In other words the New York hatchery creatures are fontanalis, but the creatures from the charr family that have been in Pennsylvania since the last ice age are different enough, in his estimation, to warrant a new species designation.
He is a biologist and I am not a scientist of any kind, and I respect the genetic differences he has identified.
I plan on looking up his research papers and reading them myself. I do have some under grad level knowledge of genetics, but I still anticipate a hard read.
That said, I suspect the biologist is a splitter, while I tend to agree with the lumpers. In many scientific pursuits, lumpers (or some similar word) describes people who accept different traits like adult male height, or adult female breast size as being variations within a species.
Splitters (or whatever synonym is in vogue) often use such differences to justify a new species.
In genetics, the lumper splitter divide applies to both expressed traits and anomalies that are discernible only at the molecular level.
Given the massive variation within our own species, I tend to side with lumpers.
That said, variation within a species can be very important. All dogs are the same species, yet the difference between a beagle and a golden retriever is significant.
Back to brook trout. The so called New York hatchery strain very likely dates to the early days of the US Fish Commission and various state fish commissions, all formed in the 1870s.
Seth Green, a prominent figure in the early fish commission movement, did some animal husbandry work on different strains of brook trout in this period and came up with a strain that grows to 13 or more inches long in three years. Supposedly the problem is the strain only lives for three years.
I say supposedly because this information is passed down to us by a younger colleague in the early fish commission days, Fred Mather.
Mather’s writings were cited frequently in the work of AJ McClain in his ubiquitous Fishing Encyclopedia.
The problem with Mather is, if you read his work, it becomes clear he had a horn out for Green.
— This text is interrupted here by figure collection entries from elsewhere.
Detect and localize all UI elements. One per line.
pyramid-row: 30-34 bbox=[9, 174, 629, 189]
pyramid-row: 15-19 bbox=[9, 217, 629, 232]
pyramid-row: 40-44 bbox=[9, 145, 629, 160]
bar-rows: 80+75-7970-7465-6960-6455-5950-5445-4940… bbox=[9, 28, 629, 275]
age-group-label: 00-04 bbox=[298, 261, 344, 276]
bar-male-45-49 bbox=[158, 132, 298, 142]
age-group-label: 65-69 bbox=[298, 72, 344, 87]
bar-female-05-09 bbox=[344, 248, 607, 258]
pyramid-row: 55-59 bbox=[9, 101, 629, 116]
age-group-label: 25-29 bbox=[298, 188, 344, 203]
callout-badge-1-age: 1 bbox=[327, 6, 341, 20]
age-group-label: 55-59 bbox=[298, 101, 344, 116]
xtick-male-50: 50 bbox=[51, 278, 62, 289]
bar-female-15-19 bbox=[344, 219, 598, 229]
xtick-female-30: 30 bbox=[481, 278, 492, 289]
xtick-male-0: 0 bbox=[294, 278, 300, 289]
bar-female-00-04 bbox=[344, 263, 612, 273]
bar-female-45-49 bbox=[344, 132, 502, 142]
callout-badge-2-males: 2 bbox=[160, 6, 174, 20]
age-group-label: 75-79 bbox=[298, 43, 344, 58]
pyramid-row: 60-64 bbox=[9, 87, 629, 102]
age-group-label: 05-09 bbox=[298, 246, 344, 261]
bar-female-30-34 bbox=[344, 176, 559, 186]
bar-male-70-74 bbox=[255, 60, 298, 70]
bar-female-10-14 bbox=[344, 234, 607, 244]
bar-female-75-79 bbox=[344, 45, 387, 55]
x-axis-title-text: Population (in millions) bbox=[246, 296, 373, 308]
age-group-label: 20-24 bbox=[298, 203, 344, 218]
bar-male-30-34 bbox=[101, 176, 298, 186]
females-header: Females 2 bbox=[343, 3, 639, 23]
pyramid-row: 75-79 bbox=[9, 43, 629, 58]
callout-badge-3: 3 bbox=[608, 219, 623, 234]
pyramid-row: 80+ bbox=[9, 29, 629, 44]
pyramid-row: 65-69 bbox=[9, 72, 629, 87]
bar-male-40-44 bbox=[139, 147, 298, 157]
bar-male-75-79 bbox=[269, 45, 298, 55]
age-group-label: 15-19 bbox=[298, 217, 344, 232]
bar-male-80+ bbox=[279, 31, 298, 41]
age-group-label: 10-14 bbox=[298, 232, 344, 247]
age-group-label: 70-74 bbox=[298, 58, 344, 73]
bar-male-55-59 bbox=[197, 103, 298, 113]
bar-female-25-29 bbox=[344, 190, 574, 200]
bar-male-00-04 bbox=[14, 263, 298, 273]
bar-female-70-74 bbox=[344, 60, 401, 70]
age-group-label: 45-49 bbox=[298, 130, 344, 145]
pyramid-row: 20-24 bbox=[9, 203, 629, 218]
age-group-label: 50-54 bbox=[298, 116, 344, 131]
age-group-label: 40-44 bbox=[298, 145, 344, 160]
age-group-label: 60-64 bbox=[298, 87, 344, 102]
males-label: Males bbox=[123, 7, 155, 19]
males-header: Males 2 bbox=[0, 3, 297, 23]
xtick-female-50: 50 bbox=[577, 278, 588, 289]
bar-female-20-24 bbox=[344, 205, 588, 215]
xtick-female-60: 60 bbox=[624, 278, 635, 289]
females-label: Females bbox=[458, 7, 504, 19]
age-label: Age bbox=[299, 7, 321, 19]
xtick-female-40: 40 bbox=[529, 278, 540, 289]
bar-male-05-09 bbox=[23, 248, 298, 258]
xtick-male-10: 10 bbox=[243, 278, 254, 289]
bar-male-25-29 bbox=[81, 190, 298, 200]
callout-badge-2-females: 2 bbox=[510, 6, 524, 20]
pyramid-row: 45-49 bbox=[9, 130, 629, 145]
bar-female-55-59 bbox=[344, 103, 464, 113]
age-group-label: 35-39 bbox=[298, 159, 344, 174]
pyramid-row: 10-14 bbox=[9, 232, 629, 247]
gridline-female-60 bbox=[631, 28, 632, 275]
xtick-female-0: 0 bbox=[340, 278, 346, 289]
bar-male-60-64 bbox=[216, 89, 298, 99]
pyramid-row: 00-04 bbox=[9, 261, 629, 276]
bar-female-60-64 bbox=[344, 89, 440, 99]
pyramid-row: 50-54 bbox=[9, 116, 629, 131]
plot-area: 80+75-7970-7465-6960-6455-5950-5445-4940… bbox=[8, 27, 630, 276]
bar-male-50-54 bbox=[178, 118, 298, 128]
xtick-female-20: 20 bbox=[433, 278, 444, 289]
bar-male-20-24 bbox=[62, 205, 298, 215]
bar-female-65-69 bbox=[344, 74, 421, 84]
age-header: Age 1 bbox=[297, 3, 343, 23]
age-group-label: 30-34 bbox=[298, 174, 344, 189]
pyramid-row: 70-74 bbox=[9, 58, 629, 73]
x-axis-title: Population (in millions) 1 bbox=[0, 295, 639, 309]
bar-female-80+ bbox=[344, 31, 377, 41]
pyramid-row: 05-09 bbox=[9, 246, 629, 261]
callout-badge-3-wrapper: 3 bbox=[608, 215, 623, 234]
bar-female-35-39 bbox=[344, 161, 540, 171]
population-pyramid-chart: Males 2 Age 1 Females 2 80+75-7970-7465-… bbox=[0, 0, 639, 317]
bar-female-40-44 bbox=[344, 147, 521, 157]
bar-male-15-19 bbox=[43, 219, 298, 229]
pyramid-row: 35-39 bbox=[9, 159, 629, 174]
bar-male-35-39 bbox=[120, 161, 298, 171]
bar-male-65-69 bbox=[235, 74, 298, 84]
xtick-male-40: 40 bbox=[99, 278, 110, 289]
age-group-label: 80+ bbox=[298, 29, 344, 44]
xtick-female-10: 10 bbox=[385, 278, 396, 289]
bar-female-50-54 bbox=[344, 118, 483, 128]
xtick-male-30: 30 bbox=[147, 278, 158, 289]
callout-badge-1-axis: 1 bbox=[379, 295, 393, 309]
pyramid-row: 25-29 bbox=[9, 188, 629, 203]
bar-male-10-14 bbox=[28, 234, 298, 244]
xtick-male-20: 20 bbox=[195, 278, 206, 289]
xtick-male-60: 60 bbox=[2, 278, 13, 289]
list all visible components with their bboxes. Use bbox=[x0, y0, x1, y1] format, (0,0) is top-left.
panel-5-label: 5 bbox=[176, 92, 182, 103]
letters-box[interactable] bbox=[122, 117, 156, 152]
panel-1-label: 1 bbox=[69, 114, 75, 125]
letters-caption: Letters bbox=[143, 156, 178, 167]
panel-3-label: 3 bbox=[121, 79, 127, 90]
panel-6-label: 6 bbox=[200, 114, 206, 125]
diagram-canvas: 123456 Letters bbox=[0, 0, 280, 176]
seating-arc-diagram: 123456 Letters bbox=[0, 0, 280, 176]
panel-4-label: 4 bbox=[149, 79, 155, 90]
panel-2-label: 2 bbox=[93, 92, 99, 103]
Mather pretty much blames Green and his widespread stocking of his three year brook trout for the sorry state of brook trout as early as the 1890s and early 1900s (Mather died around 1906, which is also the publication year of his final book.)
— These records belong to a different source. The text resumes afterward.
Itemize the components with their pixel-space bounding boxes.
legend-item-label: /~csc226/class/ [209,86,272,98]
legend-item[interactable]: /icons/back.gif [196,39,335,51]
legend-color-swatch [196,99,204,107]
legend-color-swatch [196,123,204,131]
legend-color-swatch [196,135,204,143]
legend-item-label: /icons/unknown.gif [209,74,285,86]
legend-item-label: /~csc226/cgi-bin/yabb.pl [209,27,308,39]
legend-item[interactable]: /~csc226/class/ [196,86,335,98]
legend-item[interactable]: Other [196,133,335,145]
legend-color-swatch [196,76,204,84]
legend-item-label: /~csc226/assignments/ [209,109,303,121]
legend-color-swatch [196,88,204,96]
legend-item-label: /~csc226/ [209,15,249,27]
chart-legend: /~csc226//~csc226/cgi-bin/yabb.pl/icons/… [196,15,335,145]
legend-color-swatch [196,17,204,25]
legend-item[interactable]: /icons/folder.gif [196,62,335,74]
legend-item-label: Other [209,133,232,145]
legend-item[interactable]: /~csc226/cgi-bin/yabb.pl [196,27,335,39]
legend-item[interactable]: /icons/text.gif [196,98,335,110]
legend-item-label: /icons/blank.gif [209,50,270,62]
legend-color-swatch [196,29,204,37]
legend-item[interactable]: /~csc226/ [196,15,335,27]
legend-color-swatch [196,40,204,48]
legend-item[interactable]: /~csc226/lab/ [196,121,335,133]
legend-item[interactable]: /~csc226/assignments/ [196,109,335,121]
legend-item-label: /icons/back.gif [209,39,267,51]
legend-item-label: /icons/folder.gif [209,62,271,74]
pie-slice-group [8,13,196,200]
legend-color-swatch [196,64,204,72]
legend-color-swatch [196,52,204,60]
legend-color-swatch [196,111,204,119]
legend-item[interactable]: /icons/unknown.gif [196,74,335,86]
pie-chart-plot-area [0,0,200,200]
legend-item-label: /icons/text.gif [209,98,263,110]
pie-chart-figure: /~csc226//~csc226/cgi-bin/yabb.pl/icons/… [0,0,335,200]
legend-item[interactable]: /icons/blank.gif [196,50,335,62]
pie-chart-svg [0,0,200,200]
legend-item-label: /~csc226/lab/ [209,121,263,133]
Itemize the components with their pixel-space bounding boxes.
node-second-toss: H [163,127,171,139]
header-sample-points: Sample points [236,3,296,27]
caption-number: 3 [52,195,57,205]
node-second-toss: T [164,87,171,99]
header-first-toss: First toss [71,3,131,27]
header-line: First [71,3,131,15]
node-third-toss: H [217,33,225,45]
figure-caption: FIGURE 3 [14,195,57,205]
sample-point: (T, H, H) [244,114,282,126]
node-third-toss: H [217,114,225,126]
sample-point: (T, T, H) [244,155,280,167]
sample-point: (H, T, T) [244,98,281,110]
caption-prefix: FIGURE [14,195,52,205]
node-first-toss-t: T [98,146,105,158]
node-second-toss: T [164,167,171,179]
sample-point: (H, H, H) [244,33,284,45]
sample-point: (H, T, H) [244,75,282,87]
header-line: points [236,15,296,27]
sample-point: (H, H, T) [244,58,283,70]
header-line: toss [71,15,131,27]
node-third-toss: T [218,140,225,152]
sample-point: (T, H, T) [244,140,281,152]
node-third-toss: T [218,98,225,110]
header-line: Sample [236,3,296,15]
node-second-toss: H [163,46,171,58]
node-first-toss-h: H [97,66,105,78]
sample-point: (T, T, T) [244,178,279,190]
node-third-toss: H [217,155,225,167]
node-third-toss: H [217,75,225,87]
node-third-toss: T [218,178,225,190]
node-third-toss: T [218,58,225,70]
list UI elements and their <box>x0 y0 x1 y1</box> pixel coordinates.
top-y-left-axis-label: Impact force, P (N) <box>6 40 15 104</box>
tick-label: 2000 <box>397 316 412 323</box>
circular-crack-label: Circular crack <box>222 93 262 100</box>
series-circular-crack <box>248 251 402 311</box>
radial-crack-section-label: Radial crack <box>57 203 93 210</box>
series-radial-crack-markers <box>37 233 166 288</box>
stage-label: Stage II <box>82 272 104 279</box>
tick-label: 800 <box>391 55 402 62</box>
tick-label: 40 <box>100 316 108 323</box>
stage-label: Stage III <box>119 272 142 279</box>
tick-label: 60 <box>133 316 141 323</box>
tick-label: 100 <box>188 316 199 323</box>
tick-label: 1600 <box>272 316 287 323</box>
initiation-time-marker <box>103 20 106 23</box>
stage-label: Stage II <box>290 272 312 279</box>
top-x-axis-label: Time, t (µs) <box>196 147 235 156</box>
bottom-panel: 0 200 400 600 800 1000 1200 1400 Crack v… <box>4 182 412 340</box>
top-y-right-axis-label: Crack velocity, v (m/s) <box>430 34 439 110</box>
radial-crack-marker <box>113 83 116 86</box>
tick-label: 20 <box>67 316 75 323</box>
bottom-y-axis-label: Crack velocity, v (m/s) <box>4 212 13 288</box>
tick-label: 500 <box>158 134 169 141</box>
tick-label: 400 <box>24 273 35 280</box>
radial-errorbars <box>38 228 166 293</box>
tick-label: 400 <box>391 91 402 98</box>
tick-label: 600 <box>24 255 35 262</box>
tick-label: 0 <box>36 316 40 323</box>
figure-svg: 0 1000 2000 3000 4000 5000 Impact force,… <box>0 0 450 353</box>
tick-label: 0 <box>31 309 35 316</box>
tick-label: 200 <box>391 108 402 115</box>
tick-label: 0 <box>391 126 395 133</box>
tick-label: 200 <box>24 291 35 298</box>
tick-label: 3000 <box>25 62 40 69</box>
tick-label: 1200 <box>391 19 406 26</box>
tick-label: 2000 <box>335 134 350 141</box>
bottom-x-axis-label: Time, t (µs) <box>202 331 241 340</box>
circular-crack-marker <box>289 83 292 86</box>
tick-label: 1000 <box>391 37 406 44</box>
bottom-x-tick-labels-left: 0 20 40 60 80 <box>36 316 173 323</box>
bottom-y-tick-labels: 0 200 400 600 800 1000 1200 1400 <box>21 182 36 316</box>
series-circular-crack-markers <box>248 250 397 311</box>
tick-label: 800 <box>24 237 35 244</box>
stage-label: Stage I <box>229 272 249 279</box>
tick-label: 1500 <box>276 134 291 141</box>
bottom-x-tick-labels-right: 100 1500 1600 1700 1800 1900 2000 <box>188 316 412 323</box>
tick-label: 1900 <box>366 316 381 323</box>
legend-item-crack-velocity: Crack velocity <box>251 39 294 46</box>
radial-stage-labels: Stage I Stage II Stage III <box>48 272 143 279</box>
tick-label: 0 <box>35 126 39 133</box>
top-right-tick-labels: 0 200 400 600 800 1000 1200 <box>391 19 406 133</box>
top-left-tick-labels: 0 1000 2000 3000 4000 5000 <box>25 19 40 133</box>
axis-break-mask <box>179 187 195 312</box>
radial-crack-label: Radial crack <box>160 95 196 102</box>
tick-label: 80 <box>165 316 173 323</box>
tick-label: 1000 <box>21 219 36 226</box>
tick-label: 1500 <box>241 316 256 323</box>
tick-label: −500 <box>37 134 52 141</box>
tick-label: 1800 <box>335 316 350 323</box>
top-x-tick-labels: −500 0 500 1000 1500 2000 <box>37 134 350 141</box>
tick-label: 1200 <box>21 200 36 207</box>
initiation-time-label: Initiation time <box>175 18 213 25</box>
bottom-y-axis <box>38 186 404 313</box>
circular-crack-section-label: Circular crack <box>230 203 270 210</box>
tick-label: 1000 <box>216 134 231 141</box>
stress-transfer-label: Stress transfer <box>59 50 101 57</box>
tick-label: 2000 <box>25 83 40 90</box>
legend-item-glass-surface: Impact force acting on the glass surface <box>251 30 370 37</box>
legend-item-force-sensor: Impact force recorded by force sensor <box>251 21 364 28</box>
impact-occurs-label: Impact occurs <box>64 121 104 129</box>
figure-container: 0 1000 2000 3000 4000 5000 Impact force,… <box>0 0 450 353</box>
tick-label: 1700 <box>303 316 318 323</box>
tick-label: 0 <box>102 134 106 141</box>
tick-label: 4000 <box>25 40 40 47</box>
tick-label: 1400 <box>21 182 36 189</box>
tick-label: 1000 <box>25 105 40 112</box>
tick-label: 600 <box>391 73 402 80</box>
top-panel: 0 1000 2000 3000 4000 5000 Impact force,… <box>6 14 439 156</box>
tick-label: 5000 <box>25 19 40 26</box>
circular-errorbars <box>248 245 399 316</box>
An interesting footnote to the story is that Mather is the guy on the American side who is responsible for brown trout being imported from Germany, courtesy of Frederick Felix Behr. The two also had worked together in the 1870s to bring the then very popular carp to the states.
On the American side, we sometimes refer to brown trout as von Behr trout in honor of Mather’s German friend. Mather often addressed him using the von honorific (which signifies baronhood). Though Behr was of such lineage, he preferred to be addressed as Herr, essentially Mr., and said as much in one of his letters to Mather.
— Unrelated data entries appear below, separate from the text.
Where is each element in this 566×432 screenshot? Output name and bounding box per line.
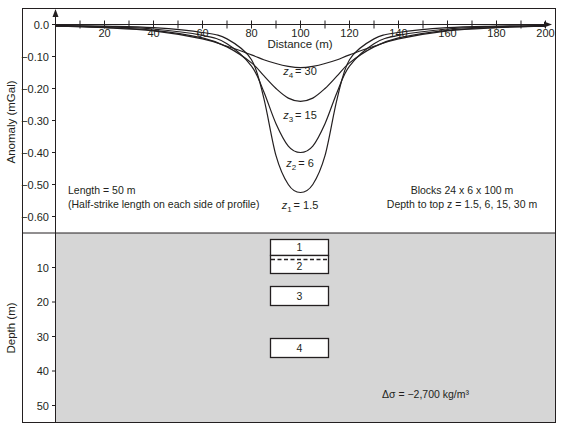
block-label-4: 4	[297, 342, 303, 354]
block-4: 4	[271, 339, 329, 358]
x-tick-label: 40	[147, 27, 159, 39]
note-depths: Depth to top z = 1.5, 6, 15, 30 m	[387, 198, 538, 210]
x-tick-label: 180	[487, 27, 505, 39]
x-tick-label: 120	[340, 27, 358, 39]
anomaly-y-ticks: 0.0−0.10−0.20−0.30−0.40−0.50−0.60	[21, 19, 56, 223]
depth-tick-label: 40	[37, 365, 49, 377]
y-tick-label: −0.40	[21, 147, 49, 159]
block-label-3: 3	[297, 290, 303, 302]
x-tick-label: 140	[389, 27, 407, 39]
curve-label-z2: z2= 6	[285, 157, 314, 172]
y-tick-label: −0.50	[21, 179, 49, 191]
block-label-1: 1	[297, 241, 303, 253]
depth-tick-label: 10	[37, 262, 49, 274]
curve-label-z3: z3= 15	[282, 109, 317, 124]
curve-label-z4: z4= 30	[282, 65, 317, 80]
note-half-strike: (Half-strike length on each side of prof…	[68, 198, 259, 210]
x-axis-title: Distance (m)	[267, 38, 332, 50]
note-length: Length = 50 m	[68, 184, 136, 196]
x-tick-label: 20	[98, 27, 110, 39]
x-tick-label: 200	[536, 27, 554, 39]
depth-y-ticks: 1020304050	[37, 262, 56, 412]
y-tick-label: −0.10	[21, 51, 49, 63]
x-tick-label: 80	[245, 27, 257, 39]
y-axis-arrow-icon	[53, 9, 59, 17]
x-tick-label: 160	[438, 27, 456, 39]
figure: 0.0−0.10−0.20−0.30−0.40−0.50−0.60 102030…	[0, 0, 566, 432]
y-axis-title-anomaly: Anomaly (mGal)	[5, 80, 17, 163]
y-tick-label: 0.0	[34, 19, 49, 31]
block-label-2: 2	[297, 260, 303, 272]
depth-tick-label: 20	[37, 296, 49, 308]
x-tick-label: 60	[196, 27, 208, 39]
density-contrast-label: Δσ = −2,700 kg/m³	[382, 388, 470, 400]
depth-tick-label: 50	[37, 400, 49, 412]
depth-tick-label: 30	[37, 331, 49, 343]
y-tick-label: −0.20	[21, 83, 49, 95]
y-tick-label: −0.60	[21, 211, 49, 223]
block-2: 2	[271, 256, 329, 274]
note-blocks: Blocks 24 x 6 x 100 m	[411, 184, 514, 196]
distance-x-ticks: 20406080100120140160180200	[80, 21, 555, 40]
block-3: 3	[271, 287, 329, 306]
y-tick-label: −0.30	[21, 115, 49, 127]
y-axis-title-depth: Depth (m)	[5, 302, 17, 353]
block-1: 1	[271, 240, 329, 256]
curve-label-z1: z1= 1.5	[281, 199, 319, 214]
As for the new Pennsylvania charr species vs a heritage strain with no hatchery lineage, I will be very interested to follow the discussion. Either way, it is a big deal because it is entirely possible a heritage strain could be used to repopulate Pennsylvania streams with brook trout (or whatever name they end up being assigned) to the end of seeing brook trout that are more robust, possibly grow bigger and, importantly, are better equipped to compete with brown trout. None of this is guaranteed, but a hopeful angler can certainly ponder the bright side prospects.
There is precedent for management of charr based on strains, especially with regard to lake trout. Three major strains are recognized, one from the Great Lakes, one from the great slave lake in Canada (if my memory is correct) and another whose origin escapes me.
Also, Atlantic salmon restoration projects of late have been giving very serious consideration about which strains to stock where, a switching strains when a particular project seems to stall.
All in all, though I’m not warm to a splitter approach to the findings, I am very pleased to hear about the discovery of a Pennsylvania strain/species of charr.